I’m just asking here, because the burial of this story for forty years – the story of my people being hideously murdered in mass – is outrageous.

Again, how is this possible?

Angst vs. Satisfaction: it’s your choice

It’s a choice between happiness and angst.

You can focus on the possibilities all around you or commit yourself to seeing danger in anything that changes.

I recently sat in a meeting where a new technology was being introduced to streamline one of the organization’s most complex systems. It promised to make the process more secure, faster, and simpler for both the provider and the consumer. Those in the room embracing its possibility where animated, relaxed, and in good humor. Those clinging tightly to the, “but we have always done it this way” paradigm were bristling with angst.

The word “angst” in German means “fear.”

Be aware that you are creating your own angst. The discomfort is not being done TO you, it is being created BY you. If you see change as a nemesis to be avoided, you are doomed to a ceaseless and ever growing angst ridden existence in a world that is changing faster every day. Open yourself up to the process and infuse it with the diversity only you can bring to the table. Close yourself off and the project suffers, and you suffer as well.

Fear makes people miserable.

It’s your choice.

MikelGerle.com

I am a Heretic

Seth Godin says, heretic = artist = leader. I like that. ​​

This heretic is here to change your life – our lives, the lives of gay men and anyone who is effected by gay men. The change will not be easy. It never has been. But it is necessary, and the rewards are enormous.

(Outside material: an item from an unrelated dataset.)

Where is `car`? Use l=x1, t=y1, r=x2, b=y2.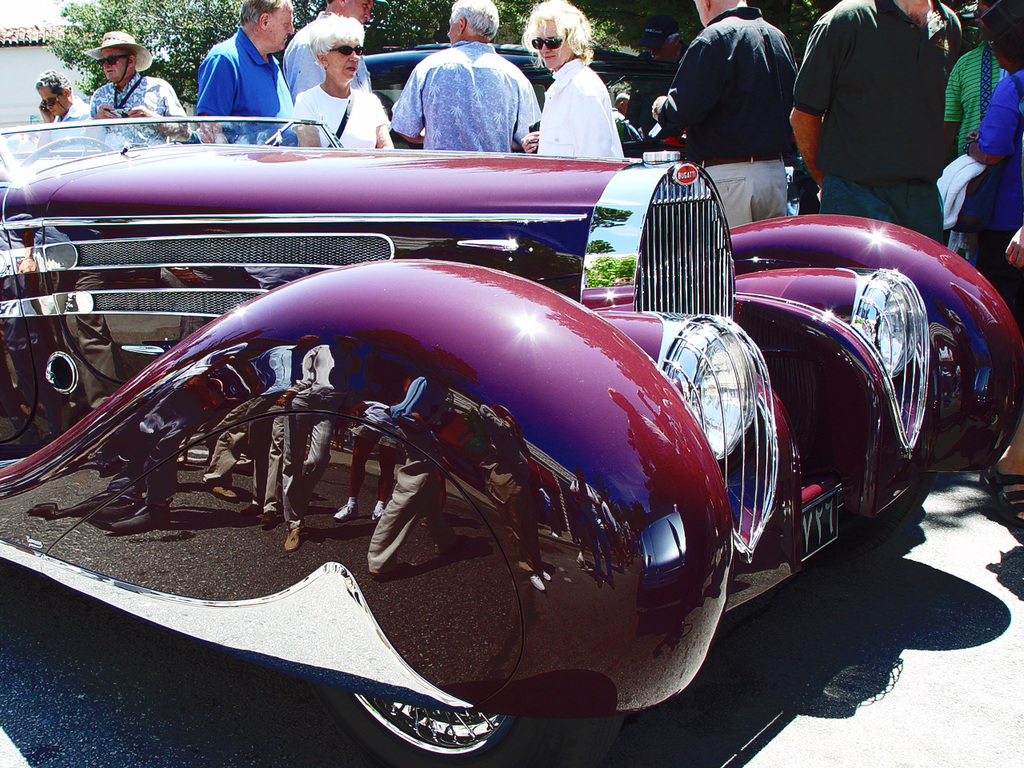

No matter how comfortable it becomes for gay men there will always more work to be done. For gay men, the status quo is not only unjust, it is dangerous. What is true today will not be true tomorrow. The era of change is upon us. We either lead the change or accept what happens to us and our culture by external forces. The good news is that there are more opportunities to effect change than ever before. Social connectivity platforms have suddenly given us all a voice more equal than at any other point in man’s history. What are you saying with yours? How are you using it to effect change?

The challenge, is getting past your own fear.

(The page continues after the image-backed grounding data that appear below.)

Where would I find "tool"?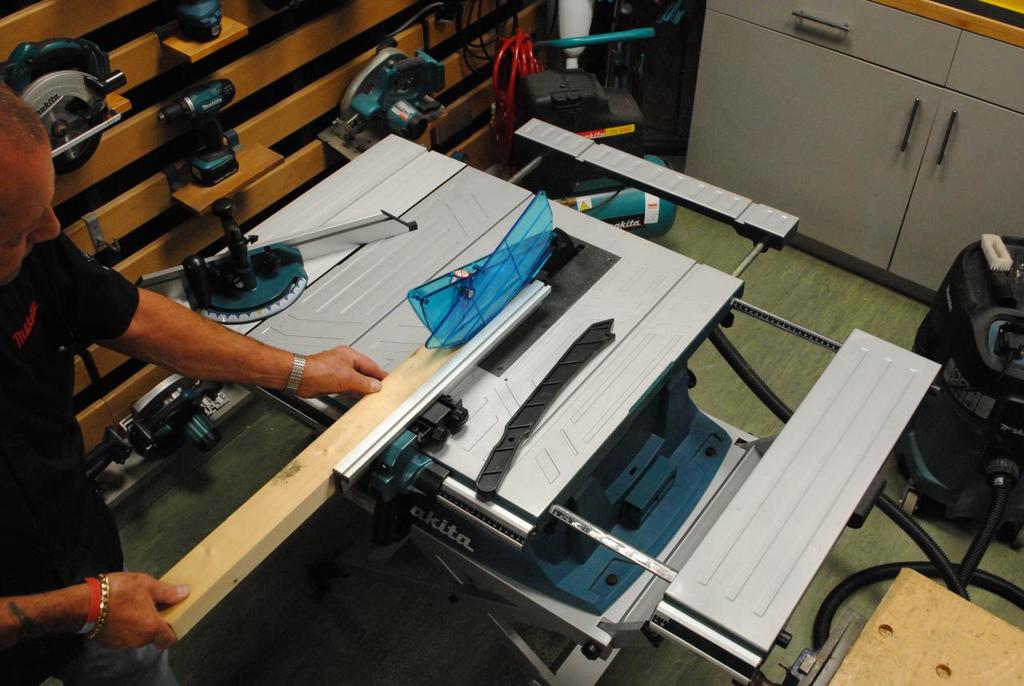
At 929/228/1023/482.
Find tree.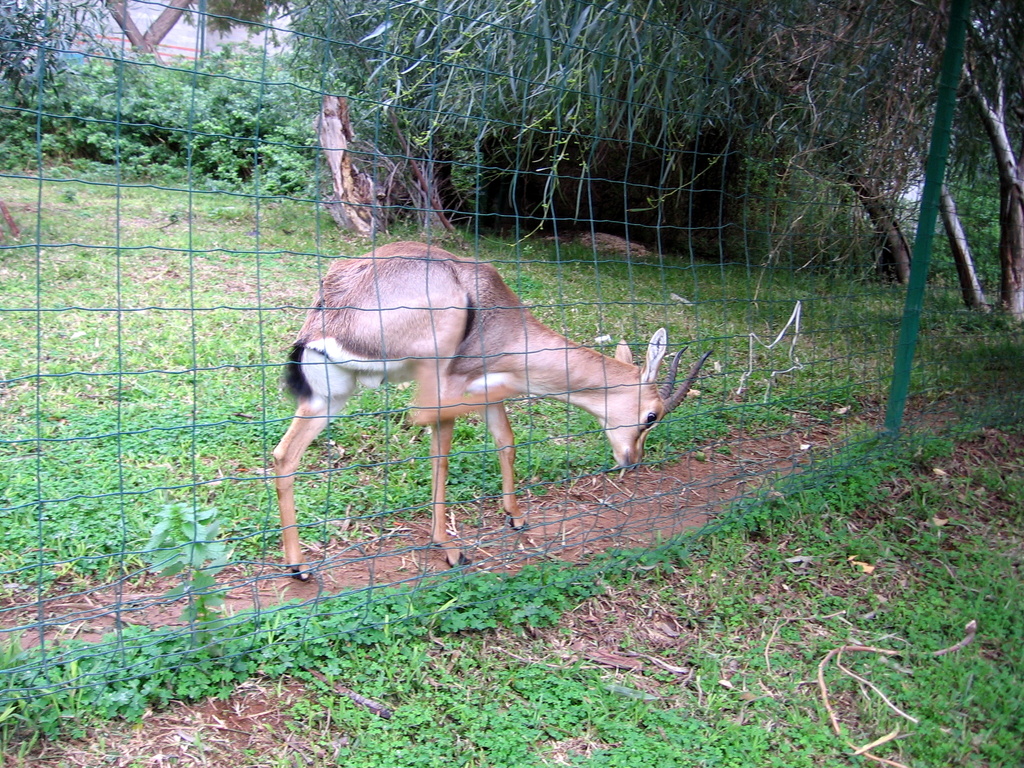
locate(630, 0, 916, 290).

Writing these words on a public web site is not done without fear, but I am doing it nonetheless. I have faith that others in the tribe will be moved to create their own change, your own change, that is parallel to my own. Create something that is true to your own authenticity, that is diverse, and is vibrant. Let me be clear, I am not asking you to follow Mike’s prescription for change. I am asking you to create your own, give voice to it, and lead others who respond to your message.

I will not be deterred from action or agree to “not now” assertions by those whose fear has paralyzed them. Many of these assertions are coming from our usual enemies or the institutions build by GLBT people. It turns out my own tribe is not immune to the lures of the status quot.

I will not accept attempts to shame me by those saying I’m being selfish by focusing on the needs of my gay brothers when so much work remains undone to save the planet, on human rights, on minority rights, and on GLBT rights in general. What I will do is focus on the dignity of my own tribe and celebrate the leadership other leaders give to their tribes. When that happens, not only will the lives of gay men get better, but so will the lives of GLBT people in general and those of the entire planet.

The ripples of dignity fueled change lift up the lives of everyone. Feed your tribe.

​Stop asking permission. Start leading.
​​
Be the heretic that ads light to the color band of the rainbow that speaks to you. Celebrate its uniqueness, promote its message, and foster the people who are drawn to your light. It will happen. It is happening. And every time that it does, we all win.

Do not be deterred by the establishment; by those asking you to wait, asking you for the polls to change, or for  permission that comes from a hierarchy. The hierarchy is no longer vertical, it is horizontal. YOU are the hierarchy. There are no longer people above you and below you. There are only people beside you. I am beside you. Many more are beside you waiting for you to lead them.